After a year or two of working like this, you have a mountain of technical debt and no time work on it all. The entire system slowly disintegrates under its own weight.

There needs to be a balance between fast and correct, and it is only up to the developer to resist the pressure from management to work fast (at the expense of correctness). I would go as far as to say that it is one of your main non-technical duties as a developer to resist and manage this pressure as best as you can.

Maybe you're a genius who can analyze problems and implement solutions both fast AND correctly, but that is very rare.

The truth is that complex problem solutions can have complex, messy implementations. They can also have simple, beautiful implementations. Or anything in between. But what they almost invariably require is complex investigations... which take time to conduct properly.

Most (not all!) "fast" programmers I've worked with over the last 15 years produced output of questionable quality, often stemming from the "what you don't know you don't know" part of the knowledge pie chart, instead of some deeply thought out cost/benefit calculation.



IMO if the code sticks around long enough to disintegrate under its own weight, than that code was a rousing success!

"Resisting management" is almost always a horrible idea. Code is only useful when it provides a solution at the right time for the right price. If not, it is no longer useful and the world moves on.

Overall quality is nothing more than a reflection of business maturity. Like a mighty old tree with a great big trunk. It has had time to grow strong and majestic.

Most businesses don't live longer than 5 years. Most products and solutions are temporary fixes or ideas that don't last longer than a few months. Investing huge amounts of time and resources into those things is a recipe for disaster.


I think this depends strongly on your companies bussines area. If you have BB with companies really relying on your product and long running contracts, the customer wants what he paid for. Including support for the heap of defects. Worse if you got a reputation to uphold and also want to keep your BB costumers. You can quickly become deadlocked in maintaining your old quick shots, unable to move anywhere. I think it is hard to make general rules without specific market context.


Agreed. It's worth noting in the context you describe, you have valuable customers who have paid for long-running contracts. This warrants the ongoing time and investment in quality.

Most of the time, this is not the case.

My experience is of course mainly at startups, so I am most familiar with the shorter time-horizon, lower-cost initiatives.


> After a year or two of working like this, you have a mountain of technical debt

What's the reason to stay longer than 2 years? From what I see it's x10 times harder to get raise inside an organisation vs when changing it.

Probably, the reason is that companies adapted to employees getting rise and leaving soon. So a raise inside org is more a calibration for those highly underrated on entry ones than some real compensation for any experience.


IME fast programmers are great at externalizing their QA


And in mine, slow ones are often even better.
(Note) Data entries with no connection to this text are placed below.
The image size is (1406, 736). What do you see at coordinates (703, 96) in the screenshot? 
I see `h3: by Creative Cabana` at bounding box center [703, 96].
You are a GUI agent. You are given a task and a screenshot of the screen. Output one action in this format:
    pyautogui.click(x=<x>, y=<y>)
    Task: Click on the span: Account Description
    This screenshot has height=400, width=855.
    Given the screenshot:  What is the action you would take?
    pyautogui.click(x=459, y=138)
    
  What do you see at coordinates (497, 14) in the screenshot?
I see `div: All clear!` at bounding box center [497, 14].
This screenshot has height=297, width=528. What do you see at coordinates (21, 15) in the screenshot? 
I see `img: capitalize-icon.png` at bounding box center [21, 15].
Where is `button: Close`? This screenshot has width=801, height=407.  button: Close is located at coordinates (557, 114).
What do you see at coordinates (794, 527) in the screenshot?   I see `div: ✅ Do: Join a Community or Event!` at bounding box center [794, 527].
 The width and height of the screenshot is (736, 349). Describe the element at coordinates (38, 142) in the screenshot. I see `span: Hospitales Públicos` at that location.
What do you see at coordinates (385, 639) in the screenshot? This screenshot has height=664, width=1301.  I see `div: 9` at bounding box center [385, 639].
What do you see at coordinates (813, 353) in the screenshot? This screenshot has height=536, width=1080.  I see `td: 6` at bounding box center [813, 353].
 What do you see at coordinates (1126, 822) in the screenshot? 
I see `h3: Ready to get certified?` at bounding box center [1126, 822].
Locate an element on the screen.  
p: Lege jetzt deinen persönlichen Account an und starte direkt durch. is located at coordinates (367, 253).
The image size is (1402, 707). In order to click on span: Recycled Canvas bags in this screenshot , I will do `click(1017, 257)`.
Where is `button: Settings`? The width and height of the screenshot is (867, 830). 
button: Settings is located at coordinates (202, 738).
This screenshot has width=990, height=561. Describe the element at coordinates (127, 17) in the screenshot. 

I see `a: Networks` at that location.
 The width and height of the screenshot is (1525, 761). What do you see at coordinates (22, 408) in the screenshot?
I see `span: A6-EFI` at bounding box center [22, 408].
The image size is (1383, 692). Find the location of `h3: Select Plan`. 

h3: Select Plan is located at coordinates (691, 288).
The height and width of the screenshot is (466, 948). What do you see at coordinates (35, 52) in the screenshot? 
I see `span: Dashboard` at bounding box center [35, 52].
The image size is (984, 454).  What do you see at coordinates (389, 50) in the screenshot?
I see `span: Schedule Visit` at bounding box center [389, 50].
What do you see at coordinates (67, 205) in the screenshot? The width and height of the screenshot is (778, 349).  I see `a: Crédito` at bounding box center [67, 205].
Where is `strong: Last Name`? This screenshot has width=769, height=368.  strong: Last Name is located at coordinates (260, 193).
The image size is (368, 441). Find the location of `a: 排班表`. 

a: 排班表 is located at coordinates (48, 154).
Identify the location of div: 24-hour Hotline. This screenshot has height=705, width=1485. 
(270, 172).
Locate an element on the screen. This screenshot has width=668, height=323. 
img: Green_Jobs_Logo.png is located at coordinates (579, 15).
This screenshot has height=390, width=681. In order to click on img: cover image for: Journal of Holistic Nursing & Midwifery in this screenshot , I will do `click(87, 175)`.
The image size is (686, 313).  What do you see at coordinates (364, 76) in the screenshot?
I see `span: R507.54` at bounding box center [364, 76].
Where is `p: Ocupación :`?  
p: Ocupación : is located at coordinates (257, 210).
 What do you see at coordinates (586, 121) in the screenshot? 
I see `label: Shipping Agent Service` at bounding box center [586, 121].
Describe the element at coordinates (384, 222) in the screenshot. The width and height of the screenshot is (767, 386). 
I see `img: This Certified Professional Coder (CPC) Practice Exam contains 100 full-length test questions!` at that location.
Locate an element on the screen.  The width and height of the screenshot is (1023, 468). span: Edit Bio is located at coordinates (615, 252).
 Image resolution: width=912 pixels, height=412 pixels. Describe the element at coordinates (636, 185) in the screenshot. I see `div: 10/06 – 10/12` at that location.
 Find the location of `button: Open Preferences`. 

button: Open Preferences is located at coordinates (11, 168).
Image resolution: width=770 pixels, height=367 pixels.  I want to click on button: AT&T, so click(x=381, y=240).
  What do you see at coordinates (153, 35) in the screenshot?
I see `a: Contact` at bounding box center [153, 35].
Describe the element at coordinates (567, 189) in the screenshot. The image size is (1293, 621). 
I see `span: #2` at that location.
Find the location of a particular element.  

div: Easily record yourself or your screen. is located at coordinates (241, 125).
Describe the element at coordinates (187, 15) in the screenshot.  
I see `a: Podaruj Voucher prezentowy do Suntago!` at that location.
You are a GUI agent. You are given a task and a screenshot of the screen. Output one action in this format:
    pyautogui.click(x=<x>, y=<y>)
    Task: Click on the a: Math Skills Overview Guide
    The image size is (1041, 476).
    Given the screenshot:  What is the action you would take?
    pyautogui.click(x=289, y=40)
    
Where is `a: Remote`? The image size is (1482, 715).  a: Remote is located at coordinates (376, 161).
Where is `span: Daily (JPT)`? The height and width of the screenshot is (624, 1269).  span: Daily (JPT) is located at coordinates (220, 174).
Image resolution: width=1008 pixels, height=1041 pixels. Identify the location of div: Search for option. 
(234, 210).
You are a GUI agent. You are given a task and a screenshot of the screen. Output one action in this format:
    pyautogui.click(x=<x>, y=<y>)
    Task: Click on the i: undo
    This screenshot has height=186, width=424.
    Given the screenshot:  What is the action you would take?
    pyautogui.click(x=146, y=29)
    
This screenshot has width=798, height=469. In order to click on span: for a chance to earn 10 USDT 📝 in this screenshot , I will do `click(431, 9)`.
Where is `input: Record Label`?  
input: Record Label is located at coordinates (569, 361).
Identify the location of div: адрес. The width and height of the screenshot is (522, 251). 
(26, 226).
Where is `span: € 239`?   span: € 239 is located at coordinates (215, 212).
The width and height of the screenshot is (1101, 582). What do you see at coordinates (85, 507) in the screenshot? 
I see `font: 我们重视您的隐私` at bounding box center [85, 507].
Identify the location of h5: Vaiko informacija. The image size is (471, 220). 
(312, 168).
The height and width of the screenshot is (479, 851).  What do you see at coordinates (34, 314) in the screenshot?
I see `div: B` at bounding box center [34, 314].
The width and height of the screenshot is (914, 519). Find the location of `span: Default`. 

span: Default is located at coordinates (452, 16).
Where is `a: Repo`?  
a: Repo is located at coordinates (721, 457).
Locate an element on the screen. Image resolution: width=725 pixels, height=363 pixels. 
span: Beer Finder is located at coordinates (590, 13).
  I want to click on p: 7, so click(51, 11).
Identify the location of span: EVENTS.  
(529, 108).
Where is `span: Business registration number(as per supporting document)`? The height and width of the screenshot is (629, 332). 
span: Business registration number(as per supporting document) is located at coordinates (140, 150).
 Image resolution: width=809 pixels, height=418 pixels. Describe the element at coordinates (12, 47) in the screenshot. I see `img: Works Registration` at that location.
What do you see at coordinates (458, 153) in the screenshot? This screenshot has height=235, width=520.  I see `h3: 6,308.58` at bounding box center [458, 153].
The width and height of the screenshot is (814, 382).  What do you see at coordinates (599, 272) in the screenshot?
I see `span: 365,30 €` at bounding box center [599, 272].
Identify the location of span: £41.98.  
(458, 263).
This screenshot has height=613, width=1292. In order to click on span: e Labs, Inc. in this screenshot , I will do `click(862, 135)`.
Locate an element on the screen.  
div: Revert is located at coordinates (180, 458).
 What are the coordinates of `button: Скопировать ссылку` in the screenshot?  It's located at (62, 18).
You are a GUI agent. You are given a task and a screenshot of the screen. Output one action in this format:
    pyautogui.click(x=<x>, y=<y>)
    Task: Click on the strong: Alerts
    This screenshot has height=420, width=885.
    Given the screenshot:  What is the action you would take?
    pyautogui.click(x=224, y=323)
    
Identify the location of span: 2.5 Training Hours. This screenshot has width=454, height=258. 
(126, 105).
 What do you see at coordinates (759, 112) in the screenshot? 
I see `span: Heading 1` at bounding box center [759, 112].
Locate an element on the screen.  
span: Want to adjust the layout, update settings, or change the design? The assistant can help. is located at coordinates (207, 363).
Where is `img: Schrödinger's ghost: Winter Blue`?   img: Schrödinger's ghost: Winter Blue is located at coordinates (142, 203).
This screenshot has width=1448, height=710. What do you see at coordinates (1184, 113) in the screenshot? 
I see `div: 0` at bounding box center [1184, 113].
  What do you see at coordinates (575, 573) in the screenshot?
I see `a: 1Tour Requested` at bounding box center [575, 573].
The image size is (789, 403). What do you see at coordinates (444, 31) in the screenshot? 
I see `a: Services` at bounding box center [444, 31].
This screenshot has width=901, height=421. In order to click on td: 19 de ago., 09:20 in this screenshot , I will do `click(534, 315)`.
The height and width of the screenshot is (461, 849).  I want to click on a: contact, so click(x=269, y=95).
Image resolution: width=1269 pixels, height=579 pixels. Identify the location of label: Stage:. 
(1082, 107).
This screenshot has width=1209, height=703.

As much as we want to pretend that slowness correlates with attention to detail and quality of code, this is often only rationalization. Some people are perfectionists (in a bad way) and overcomplicate things that don't really matter to the end result, others have analysis paralysis and take too long to make decisions, making the code suffer, and others are just not that great and generate the same result as a faster developer at best. There are surely good but slow developers, but it's not as common as "internet common sense" paints it.


And disavowing their role in cause and effect. They play chicken with other developers, who end I sacrificing their own productivity to fix the issues. Bad managers see this productivity gap and reward the hack instead of punishing him.


The customer is always right about what they want.


But not necessarily about the solution they envision. Case in point: I worked with one customer who wanted to add a search box at the top of a list to search through ~50 elements. I showed him the standard browser search with ^F and he was delighted. Saved us a day of work.

They know their problem, you should figure out a solution.